The Pacific: Taking Aim at Hanks’ Yanks
In The Pacific, Tom Hanks is wrong to portray the war against Japan as a war of "terror and racism". In fact, the Marines who fought through the Pacific, island by island, quickly learned respect for Japanese soldiers.
How many, one wonders, are following the 10-part dramatization of the Pacific war against Japan, whose 9th episode airs Sunday at 9 p.m.? In its review of the Stephen Spielberg/Tom Hanks co-production, Britain’s Spectator magazine opines that men and women see the movie differently.
To women, it’s the same battle scenes in every episode, with indistinguishable men in olive drab clothing, shooting at night and is both impersonal and boring. On the other hand, while men view it on edge, and think but for the grace of circumstances it could be them out there.
There is some validity in both views.
What is puzzling to some is why Tom Hanks, who starred in Saving Private Ryan and was co-producer of the series Band of Brothers (the truest depiction of WWII ever made), seems to think the war against Japan was about “racism” – as he seems to think the present war in Afghanistan is about.
In different interviews, Hanks has called the Pacific a war of “terror and racism.” He adds: “Back in World War II we viewed the Japanese as ‘yellow, slant-eyed dogs’ that believed in different gods. They were out to kill us because our way of living was different. We, in turn, wanted to annihilate them because they were different. Does that sound familiar . . . to what’s going on today.”
Tom Hanks has got it wrong. Heck, he wasn’t born until 11 years after WWII and has no memory of it. It wasn’t because the Japanese were “different” that our side sought to “annihilate” them, but because they wouldn’t surrender and fought to the death.
And they attacked us first, remember.
Recalling popular slurs against an enemy in war isn’t necessarily racism. In WWI and II, Germans were variously called Jerry, Fritz, Krauts, Square Heads, but no soldier who ever fought them didn’t respect them as soldiers.
In the Korean war, our soldiers called the enemy “Gooks,” but respected their courage and discipline, and never underestimated their resolve.
It could be argued more than any other factor, the Pacific war changed America’s generalized view that the Japanese might be inferior - good imitators and copiers of American toys and technology, but intellectually and culturally inferior.
The Marines who fought through the Pacific, island by island, quickly learned respect for Japanese soldiers – whose zeal they probably didn’t understand, but also didn’t belittle. In Singapore and the Burma campaign, the British learned the folly of under-estimating the Japanese.
At war’s end, General Douglas MacArthur, was imposed as America’s emperor on a defeated Japan. He probably understood the Japanese mentality better than anyone, and contributed immensely to the peaceful reconstruction of Japan as a nation friendly to, and in harmony with, Western methods and values.
Tom Hanks and others err by assuming slang descriptions of an enemy reflect prejudices and racism. Overt racism is seen more in deeds than in words – or should be.
The Pacific series, isn’t as effective as Band of Brothers, but then it depicts a different, more difficult war against a fanatic enemy that preferred death to surrender.
At Tarawa, 12,000 attacking Marines suffered 3,000 casualties, and of 4,500 Japanese defenders, only 17 survived. At Iwo Jima some 6,800 Americans were killed, as were 20,000 of 21,000 Japanese defenders. At Peleliu the U.S. lost 10,000 while only 300 of 12,000 Japanese defenders survived; At Okinawa, 40,000 Americans were killed, 60,000 wounded. Of 115,000 Japanese defenders, only 7,500 survived.
These statistics alone give an idea of what sort of a war the Pacific was.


REQUIREMENT:
Return each record shown beneath, word for word.

#### EXERCISE MATERIAL

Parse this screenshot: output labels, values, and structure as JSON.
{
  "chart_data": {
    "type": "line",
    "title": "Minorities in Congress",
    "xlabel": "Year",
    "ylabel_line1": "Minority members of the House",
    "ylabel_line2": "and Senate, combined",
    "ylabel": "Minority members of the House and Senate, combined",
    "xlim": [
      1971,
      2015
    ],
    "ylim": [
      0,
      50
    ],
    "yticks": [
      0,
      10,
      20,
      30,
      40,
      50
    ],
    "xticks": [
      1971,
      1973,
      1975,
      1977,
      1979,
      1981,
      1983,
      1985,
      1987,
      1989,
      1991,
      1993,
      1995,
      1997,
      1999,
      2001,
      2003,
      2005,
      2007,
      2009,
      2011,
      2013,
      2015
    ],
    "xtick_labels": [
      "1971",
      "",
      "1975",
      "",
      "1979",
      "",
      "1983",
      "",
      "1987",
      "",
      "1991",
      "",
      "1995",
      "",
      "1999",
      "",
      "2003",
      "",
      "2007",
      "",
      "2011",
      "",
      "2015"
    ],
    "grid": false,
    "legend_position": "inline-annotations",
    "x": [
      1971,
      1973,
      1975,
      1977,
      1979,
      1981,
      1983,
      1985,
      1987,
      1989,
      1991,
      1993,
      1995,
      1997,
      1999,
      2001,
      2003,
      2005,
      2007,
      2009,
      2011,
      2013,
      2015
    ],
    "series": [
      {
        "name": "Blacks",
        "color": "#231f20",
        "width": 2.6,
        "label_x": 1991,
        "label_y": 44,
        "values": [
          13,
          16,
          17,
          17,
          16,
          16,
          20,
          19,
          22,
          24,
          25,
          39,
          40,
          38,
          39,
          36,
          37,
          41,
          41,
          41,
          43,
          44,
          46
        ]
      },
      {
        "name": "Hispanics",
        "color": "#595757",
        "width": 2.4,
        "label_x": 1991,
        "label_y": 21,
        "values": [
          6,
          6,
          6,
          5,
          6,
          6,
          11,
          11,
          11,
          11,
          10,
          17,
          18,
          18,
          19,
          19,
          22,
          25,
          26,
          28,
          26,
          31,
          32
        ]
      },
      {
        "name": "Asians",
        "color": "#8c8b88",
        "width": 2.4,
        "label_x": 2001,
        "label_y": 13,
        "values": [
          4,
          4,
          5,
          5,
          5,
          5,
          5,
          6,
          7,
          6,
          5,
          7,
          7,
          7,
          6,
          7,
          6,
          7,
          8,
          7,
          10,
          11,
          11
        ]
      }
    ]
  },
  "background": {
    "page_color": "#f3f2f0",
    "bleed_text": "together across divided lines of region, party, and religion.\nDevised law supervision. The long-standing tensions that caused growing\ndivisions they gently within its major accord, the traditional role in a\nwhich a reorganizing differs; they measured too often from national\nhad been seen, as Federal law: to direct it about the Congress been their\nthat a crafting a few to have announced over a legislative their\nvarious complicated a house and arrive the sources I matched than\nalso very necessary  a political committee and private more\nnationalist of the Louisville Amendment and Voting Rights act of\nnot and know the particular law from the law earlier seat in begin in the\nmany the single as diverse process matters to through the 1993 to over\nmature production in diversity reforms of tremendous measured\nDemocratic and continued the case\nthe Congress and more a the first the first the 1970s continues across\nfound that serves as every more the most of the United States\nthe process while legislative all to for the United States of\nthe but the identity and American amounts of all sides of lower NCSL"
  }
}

########

TASK ANSWER:
Parse this screenshot: output labels, values, and structure as JSON.
{
  "chart_data": {
    "type": "line",
    "title": "Minorities in Congress",
    "xlabel": "Year",
    "ylabel_line1": "Minority members of the House",
    "ylabel_line2": "and Senate, combined",
    "ylabel": "Minority members of the House and Senate, combined",
    "xlim": [
      1971,
      2015
    ],
    "ylim": [
      0,
      50
    ],
    "yticks": [
      0,
      10,
      20,
      30,
      40,
      50
    ],
    "xticks": [
      1971,
      1973,
      1975,
      1977,
      1979,
      1981,
      1983,
      1985,
      1987,
      1989,
      1991,
      1993,
      1995,
      1997,
      1999,
      2001,
      2003,
      2005,
      2007,
      2009,
      2011,
      2013,
      2015
    ],
    "xtick_labels": [
      "1971",
      "",
      "1975",
      "",
      "1979",
      "",
      "1983",
      "",
      "1987",
      "",
      "1991",
      "",
      "1995",
      "",
      "1999",
      "",
      "2003",
      "",
      "2007",
      "",
      "2011",
      "",
      "2015"
    ],
    "grid": false,
    "legend_position": "inline-annotations",
    "x": [
      1971,
      1973,
      1975,
      1977,
      1979,
      1981,
      1983,
      1985,
      1987,
      1989,
      1991,
      1993,
      1995,
      1997,
      1999,
      2001,
      2003,
      2005,
      2007,
      2009,
      2011,
      2013,
      2015
    ],
    "series": [
      {
        "name": "Blacks",
        "color": "#231f20",
        "width": 2.6,
        "label_x": 1991,
        "label_y": 44,
        "values": [
          13,
          16,
          17,
          17,
          16,
          16,
          20,
          19,
          22,
          24,
          25,
          39,
          40,
          38,
          39,
          36,
          37,
          41,
          41,
          41,
          43,
          44,
          46
        ]
      },
      {
        "name": "Hispanics",
        "color": "#595757",
        "width": 2.4,
        "label_x": 1991,
        "label_y": 21,
        "values": [
          6,
          6,
          6,
          5,
          6,
          6,
          11,
          11,
          11,
          11,
          10,
          17,
          18,
          18,
          19,
          19,
          22,
          25,
          26,
          28,
          26,
          31,
          32
        ]
      },
      {
        "name": "Asians",
        "color": "#8c8b88",
        "width": 2.4,
        "label_x": 2001,
        "label_y": 13,
        "values": [
          4,
          4,
          5,
          5,
          5,
          5,
          5,
          6,
          7,
          6,
          5,
          7,
          7,
          7,
          6,
          7,
          6,
          7,
          8,
          7,
          10,
          11,
          11
        ]
      }
    ]
  },
  "background": {
    "page_color": "#f3f2f0",
    "bleed_text": "together across divided lines of region, party, and religion.\nDevised law supervision. The long-standing tensions that caused growing\ndivisions they gently within its major accord, the traditional role in a\nwhich a reorganizing differs; they measured too often from national\nhad been seen, as Federal law: to direct it about the Congress been their\nthat a crafting a few to have announced over a legislative their\nvarious complicated a house and arrive the sources I matched than\nalso very necessary  a political committee and private more\nnationalist of the Louisville Amendment and Voting Rights act of\nnot and know the particular law from the law earlier seat in begin in the\nmany the single as diverse process matters to through the 1993 to over\nmature production in diversity reforms of tremendous measured\nDemocratic and continued the case\nthe Congress and more a the first the first the 1970s continues across\nfound that serves as every more the most of the United States\nthe process while legislative all to for the United States of\nthe but the identity and American amounts of all sides of lower NCSL"
  }
}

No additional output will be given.